We found that the quality and shape of the brush stroke textures greatly affected the perceived quality of the rendered result. The achieved visual aspect can closely resemble different painting styles through manipulation of the brush stroke textures blending and scale factors. Although our initial focus was not on stylizing, the artistic results achieved, especially on lower resolution data sets, open new possibilities for non-photorealistic rendering techniques (examples in the attached video for this publication). Additionally, the wide variety of brush textures we are able to generate through the combination of Gaussians can be applied in two-dimensional NPR, image processing-related fields or rendering and terrain modeling.

We also applied this technique on time-sequenced point cloud data sets (see video), where we discovered the brush attribution process to be consistent enough to prevent too much visual disturbance. Due to the fact that the varying parameters of the brush generation technique take into account the x and y coordinates of the point in question, the painting seems still on its non-animated components.

5.6 Limitations

One current limitation to our technique relates to the size of the A-buffer which needs to be allocated for proper blending. On more complex datasets, a lot of memory is inefficiently used to the limit where it might exceed what is available. Out-of-core techniques need to be considered on future work.

Secondly, fragments are sorted for each pixel, not for its original patch. If big brushes are being used, neighboring patches can intersect each other in an unnatural way. To stay truthful to our painting metaphor, a different ordering criteria should be applied, which ensures consistency in the order of application of each brush stroke.

Our system is currently targeted at scanned colored point clouds. Non-colored clouds do not work well with our segmentation algorithm, leading to patches with inadequate sizes, as noticed on the Dragon and Buddha models (as seen in the attached video for this publication). This forces us into using bigger patches in the whole model in order to have closed surfaces, but unnecessarily complicating the A-buffer sorting operation.

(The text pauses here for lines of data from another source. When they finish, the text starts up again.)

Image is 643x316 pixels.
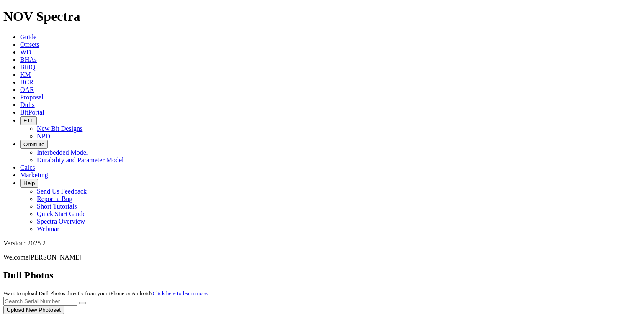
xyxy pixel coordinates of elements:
[37,125,82,132] a: New Bit Designs
[3,240,640,247] div: Version: 2025.2
[20,71,31,78] a: KM
[20,79,33,86] a: BCR
[3,9,640,24] h1: NOV Spectra
[23,180,35,187] span: Help
[20,179,38,188] button: Help
[37,203,77,210] a: Short Tutorials
[20,101,35,108] a: Dulls
[20,64,35,71] a: BitIQ
[20,140,48,149] button: OrbitLite
[37,133,50,140] a: NPD
[37,226,59,233] a: Webinar
[20,94,44,101] a: Proposal
[3,270,640,281] h2: Dull Photos
[23,118,33,124] span: FTT
[20,172,48,179] a: Marketing
[3,254,640,262] p: Welcome
[20,41,39,48] a: Offsets
[37,149,88,156] a: Interbedded Model
[20,56,37,63] a: BHAs
[3,297,77,306] input: Search Serial Number
[20,109,44,116] a: BitPortal
[23,141,44,148] span: OrbitLite
[37,218,85,225] a: Spectra Overview
[20,49,31,56] a: WD
[20,116,37,125] button: FTT
[153,291,208,297] a: Click here to learn more.
[20,86,34,93] a: OAR
[20,33,36,41] a: Guide
[37,211,85,218] a: Quick Start Guide
[3,306,64,315] button: Upload New Photoset
[3,291,208,297] small: Want to upload Dull Photos directly from your iPhone or Android?
[37,157,124,164] a: Durability and Parameter Model
[37,188,87,195] a: Send Us Feedback
[37,195,72,203] a: Report a Bug
[28,254,82,261] span: [PERSON_NAME]
[20,164,35,171] a: Calcs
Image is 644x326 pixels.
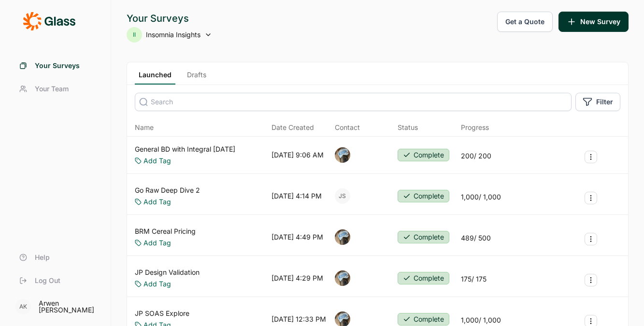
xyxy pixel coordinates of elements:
div: 1,000 / 1,000 [461,192,501,202]
a: Add Tag [144,156,171,166]
a: Add Tag [144,279,171,289]
button: Survey Actions [584,233,597,246]
div: Status [398,123,418,132]
a: JP Design Validation [135,268,199,277]
div: AK [16,299,31,315]
button: Complete [398,272,449,285]
div: Contact [335,123,360,132]
img: ocn8z7iqvmiiaveqkfqd.png [335,271,350,286]
img: ocn8z7iqvmiiaveqkfqd.png [335,147,350,163]
div: Your Surveys [127,12,212,25]
span: Filter [596,97,613,107]
div: 175 / 175 [461,275,486,284]
span: Insomnia Insights [146,30,201,40]
img: ocn8z7iqvmiiaveqkfqd.png [335,229,350,245]
button: Get a Quote [497,12,553,32]
a: Add Tag [144,197,171,207]
input: Search [135,93,572,111]
button: Complete [398,231,449,243]
div: 200 / 200 [461,151,491,161]
button: Complete [398,313,449,325]
a: Launched [135,70,175,85]
div: II [127,27,142,42]
span: Log Out [35,276,61,286]
button: Survey Actions [584,274,597,286]
div: Arwen [PERSON_NAME] [39,300,99,314]
a: BRM Cereal Pricing [135,227,196,236]
a: Add Tag [144,238,171,248]
a: JP SOAS Explore [135,309,189,318]
button: Complete [398,149,449,161]
button: Survey Actions [584,151,597,164]
div: 1,000 / 1,000 [461,315,501,325]
button: Survey Actions [584,192,597,204]
div: 489 / 500 [461,233,491,243]
div: JS [335,188,350,204]
div: [DATE] 4:49 PM [271,232,323,242]
div: Progress [461,123,489,132]
a: General BD with Integral [DATE] [135,144,235,154]
span: Name [135,123,154,132]
div: [DATE] 12:33 PM [271,315,326,324]
div: [DATE] 4:29 PM [271,273,323,283]
div: [DATE] 4:14 PM [271,191,322,201]
a: Drafts [183,70,210,85]
button: Filter [575,93,620,111]
a: Go Raw Deep Dive 2 [135,186,200,195]
span: Date Created [271,123,314,132]
button: Complete [398,190,449,203]
span: Your Team [35,84,69,94]
span: Help [35,253,50,262]
button: New Survey [559,12,628,32]
div: [DATE] 9:06 AM [271,150,324,160]
span: Your Surveys [35,61,80,71]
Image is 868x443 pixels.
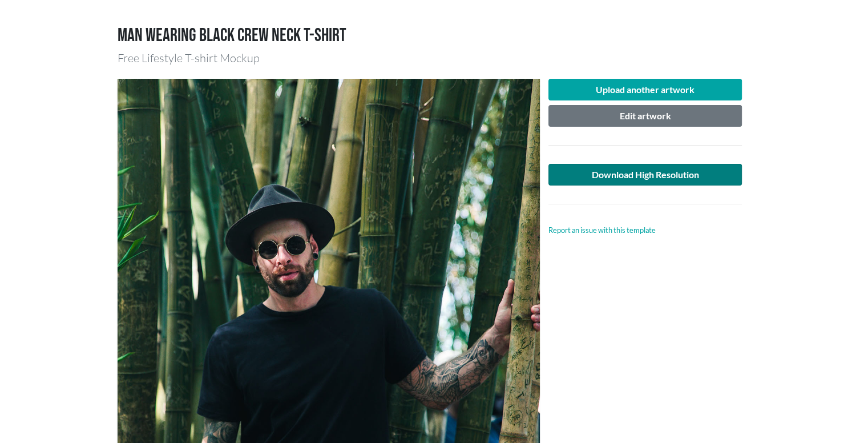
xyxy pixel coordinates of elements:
[118,52,751,65] h3: Free Lifestyle T-shirt Mockup
[549,164,743,185] a: Download High Resolution
[549,225,656,235] a: Report an issue with this template
[118,25,751,47] h1: Man wearing black crew neck T-shirt
[549,105,743,127] button: Edit artwork
[549,78,743,100] button: Upload another artwork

6 Conclusions and future work

We presented a rendering technique that is better suited to nowadays typical point cloud capture and visualization scenarios. We are able to have equal or better visual quality to the alternatives when rendering point clouds with lower point resolution, while allowing a less restrictive interaction. Stroke-based splatting was shown to have comparable results when using sub-sampled versions of the point clouds, which indicates its viability for visualizing large data sets.

Compared to splat rendering, our technique was always perceived as having a higher visual quality. We improved the direction, content, and color of each individual splat, while addressing specific problems of point clouds scanned with commodity depth sensors. When compared to meshes, we provide a stylized rendering at lower resolutions and close-ups instead of the blurred visualization typical to meshes, while maintaining visual quality at a higher point count.

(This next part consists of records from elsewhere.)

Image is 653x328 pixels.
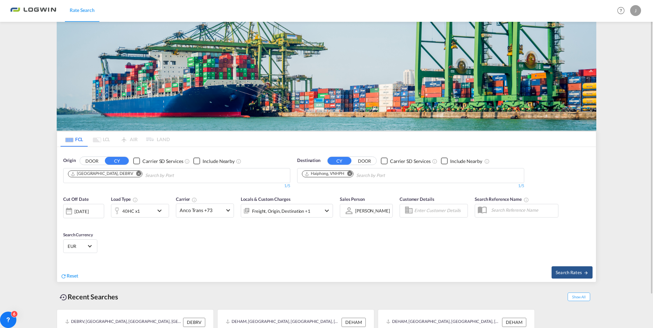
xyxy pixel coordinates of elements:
div: DEHAM [502,318,526,327]
img: bild-fuer-ratentool.png [57,22,596,131]
span: Carrier [176,197,197,202]
md-tab-item: FCL [60,132,88,147]
div: DEHAM [341,318,366,327]
div: Press delete to remove this chip. [70,171,135,177]
div: Freight Origin Destination Factory Stuffing [252,207,310,216]
div: J [630,5,641,16]
button: Search Ratesicon-arrow-right [551,267,592,279]
div: Carrier SD Services [390,158,431,165]
button: Remove [343,171,353,178]
input: Chips input. [356,170,421,181]
md-chips-wrap: Chips container. Use arrow keys to select chips. [67,169,213,181]
md-icon: icon-chevron-down [323,207,331,215]
md-icon: Unchecked: Search for CY (Container Yard) services for all selected carriers.Checked : Search for... [432,159,437,164]
md-checkbox: Checkbox No Ink [193,157,235,165]
md-icon: Your search will be saved by the below given name [523,197,529,203]
md-pagination-wrapper: Use the left and right arrow keys to navigate between tabs [60,132,170,147]
md-icon: icon-backup-restore [59,294,68,302]
span: Reset [67,273,78,279]
div: [PERSON_NAME] [355,208,390,214]
div: [DATE] [74,209,88,215]
md-select: Select Currency: € EUREuro [67,241,94,251]
div: 40HC x1icon-chevron-down [111,204,169,218]
div: 1/5 [63,183,290,189]
md-icon: Unchecked: Search for CY (Container Yard) services for all selected carriers.Checked : Search for... [184,159,190,164]
div: DEBRV [183,318,205,327]
span: EUR [68,243,87,250]
span: Show All [567,293,590,301]
md-select: Sales Person: Jens Rupprecht [354,206,391,216]
md-checkbox: Checkbox No Ink [133,157,183,165]
span: Search Currency [63,232,93,238]
div: 40HC x1 [122,207,140,216]
md-icon: icon-chevron-down [155,207,167,215]
md-datepicker: Select [63,217,68,227]
span: Search Reference Name [475,197,529,202]
md-icon: icon-arrow-right [583,271,588,276]
md-icon: icon-refresh [60,273,67,280]
span: Cut Off Date [63,197,89,202]
img: bc73a0e0d8c111efacd525e4c8ad7d32.png [10,3,56,18]
input: Search Reference Name [488,205,558,215]
md-checkbox: Checkbox No Ink [381,157,431,165]
span: Anco Trans +73 [180,207,224,214]
span: Help [615,5,626,16]
button: DOOR [80,157,104,165]
span: Load Type [111,197,138,202]
md-icon: Unchecked: Ignores neighbouring ports when fetching rates.Checked : Includes neighbouring ports w... [236,159,241,164]
div: DEHAM, Hamburg, Germany, Western Europe, Europe [226,318,340,327]
div: DEHAM, Hamburg, Germany, Western Europe, Europe [386,318,500,327]
div: [DATE] [63,204,104,219]
div: 1/5 [297,183,524,189]
span: Destination [297,157,320,164]
span: Rate Search [70,7,95,13]
input: Enter Customer Details [414,206,465,216]
div: Bremerhaven, DEBRV [70,171,133,177]
span: Customer Details [399,197,434,202]
div: Recent Searches [57,290,121,305]
div: Press delete to remove this chip. [304,171,346,177]
md-chips-wrap: Chips container. Use arrow keys to select chips. [301,169,424,181]
div: OriginDOOR CY Checkbox No InkUnchecked: Search for CY (Container Yard) services for all selected ... [57,147,596,282]
input: Chips input. [145,170,210,181]
span: Locals & Custom Charges [241,197,291,202]
button: DOOR [352,157,376,165]
md-icon: icon-information-outline [132,197,138,203]
div: Include Nearby [450,158,482,165]
span: Search Rates [555,270,588,276]
div: Help [615,5,630,17]
div: Carrier SD Services [142,158,183,165]
button: CY [105,157,129,165]
div: Freight Origin Destination Factory Stuffingicon-chevron-down [241,204,333,218]
md-icon: The selected Trucker/Carrierwill be displayed in the rate results If the rates are from another f... [192,197,197,203]
button: CY [327,157,351,165]
span: Sales Person [340,197,365,202]
md-icon: Unchecked: Ignores neighbouring ports when fetching rates.Checked : Includes neighbouring ports w... [484,159,490,164]
div: DEBRV, Bremerhaven, Germany, Western Europe, Europe [65,318,181,327]
div: icon-refreshReset [60,273,78,280]
div: Haiphong, VNHPH [304,171,344,177]
md-checkbox: Checkbox No Ink [441,157,482,165]
div: Include Nearby [202,158,235,165]
span: Origin [63,157,75,164]
button: Remove [132,171,142,178]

A technical contribution of the paper consists of applying Householder formula to calculate both locally and globally coherent tangential vectors that are used to orient brush strokes in space. Also, a simple brush stroke generation formula was presented, allowing for generation of widely varying textures that can be used on non-photorealistic rendering techniques, image editing applications, terrain modeling, and others.

On the field of NPR, our technique is a better alternative to generating stylized visualizations in an interactive scenario, while still being capable of simulating a wide array of styles, adjusted in real time.

Future work goes through optimizing the normal estimation and clustering in order to perform real-time renderings in scenarios using a single Microsoft Kinect sensor, hence, enabling a whole new array of point cloud-based applications. Another future development will be extracting more information out of the detected clusters such as point cloud saliency values and features in order to generate better brush strokes, relying less on fine tuning by the user, and allowing us to create not only better visualizations but also more stylized results.